Let’s scrap the useless long-gun registry and move on

The long-gun registry is back in the news. The government of Prime Minister Stephen Harper has launched a plan to finally put the federal long-gun registry out of business, plugging the hole down which more than $2-billion of taxpayers’ money have already drained.

The Tories have long argued that registration of rifles and shotguns is a useless burden on firearms owners and are now, with their majority in both the House and the Senate, in a position to scrap the database.

So once again the debate on the merits of the Tory initiative heats up: politicians posture and rant during Question Period and cable news channels top-up their schedules with interviews with much the same characters as we heard during the debate on Manitoba MP Candice Hoeppner’s Bill C-391 in 2009, which would have repealed the long-gun registry back then, had it not been voted down by the opposition.

I hear two primary arguments for retaining this costly program: (a) it’s a valuable tool for police services; and (b) it reduces crimes committed with long-guns.

Firstly, just because police say they want to have a certain tool doesn’t mean they should be given it. Many police services would like to have the option of searching homes without a warrant in times when a neighbourhood child goes missing. We may sympathize with police reasoning, but that does not justify suspending our basic right to privacy and protection against un-lawful search. Our laws should not be crafted primarily to make police work easier, otherwise, there would be an across-the-board ban on all guns, and be damned with individual rights. As to statistics police chiefs use in support of their contention the registry is a valuable police tool, here’s a passage from a piece I wrote last September:
A frequently used statistic to support keeping long-guns in the registry is the 14,012 average daily queries the RCMP claim were made in 2010. This oft-quoted statistic is grossly misleading as only 530 of those are specific to firearms registration (i.e., licence number, serial number and certificate number). The remaining 96.3 per cent (13,482) are automatically generated every time an address is checked or a [motor vehicle] license plate is verified.
Secondly, crimes committed with long-guns have indeed been declining. Some rightly point to the fact that from the mid-1990s—when the firearms registry became law—to 2010, there was a reduction in long gun crimes. But, as pointed out by the National Post’s Lorne Gunter in Wednesday’s newspaper, “there was already less [gun crime] in 1998 than there had been in 1988, and less in 1988 than there had been in 1978.” In other words, violent crime per capita in Canada peaked in 1975 and the rate has been on the decline since then.

It’s been the law in Canada since 1934 to register handguns. Yet handgun crimes are rampant on the streets of Montreal, Toronto and Vancouver. If registration had the power to prevent crime and improve our safety, this simply would not be the case.

The long-gun registry applies only to sporting rifles and shotguns; all firearms classified as “restricted” or “prohibited” would remain registered, even after the House passes, as expected, its new bill.

Moreover, it is instructive to note there are alternatives in the form of other databases that keep track of firearm threats. Tom Stamatakis, president of the Canadian Police Association, gives the following examples:
  • The National Information Centre holds criminal records;
  • Police have access to data on firearms licences; and
  • Provincial databases such as PRIME (Police Records Information Management Environment) in British Columbia, collect information from previous incidents, including where police noted firearms at people’s homes.
The long-gun registry was inspired by the murder of 14 students at Montreal’s Ecole Polytechnique by Marc Lapine using a legally obtained Mini-14 rifle. The current law would not have prevented that tragic incident.

Since its inception, the long-gun register has been mired in controversy, distortions and scandal. The gun registry has been reasonable described as a boondoggle and one of the most embarrassing spending scandals in federal Liberal Party history.

Spin, half-truths and muddled reasoning have been hallmarks of this debate. Let’s scrap the useless long-gun registry and move on.
--
A version of this entry was also published at
Postmedia’s Canada.Com The Real Agenda blog.



 

© Russell G. Campbell, 2011.
All rights reserved.
 
The views I express on this blog are my own and do not necessarily represent the views or posi­tions of political parties, institutions or organi­zations with which I am associated.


§ Task details
The entries follow. Print each one exactly.
Provided data Block Start
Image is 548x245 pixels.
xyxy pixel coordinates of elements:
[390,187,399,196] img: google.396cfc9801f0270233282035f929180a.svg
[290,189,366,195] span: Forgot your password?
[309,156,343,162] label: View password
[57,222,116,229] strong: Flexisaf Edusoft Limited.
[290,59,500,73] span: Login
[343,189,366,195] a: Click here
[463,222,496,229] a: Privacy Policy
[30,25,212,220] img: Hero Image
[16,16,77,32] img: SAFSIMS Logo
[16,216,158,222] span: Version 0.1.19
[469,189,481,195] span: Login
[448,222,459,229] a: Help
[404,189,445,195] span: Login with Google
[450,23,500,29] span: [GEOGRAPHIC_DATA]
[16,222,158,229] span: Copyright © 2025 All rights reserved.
Provided data Block End
§ Expected output
Image is 548x245 pixels.
xyxy pixel coordinates of elements:
[390,187,399,196] img: google.396cfc9801f0270233282035f929180a.svg
[290,189,366,195] span: Forgot your password?
[309,156,343,162] label: View password
[57,222,116,229] strong: Flexisaf Edusoft Limited.
[290,59,500,73] span: Login
[343,189,366,195] a: Click here
[463,222,496,229] a: Privacy Policy
[30,25,212,220] img: Hero Image
[16,16,77,32] img: SAFSIMS Logo
[16,216,158,222] span: Version 0.1.19
[469,189,481,195] span: Login
[448,222,459,229] a: Help
[404,189,445,195] span: Login with Google
[450,23,500,29] span: [GEOGRAPHIC_DATA]
[16,222,158,229] span: Copyright © 2025 All rights reserved.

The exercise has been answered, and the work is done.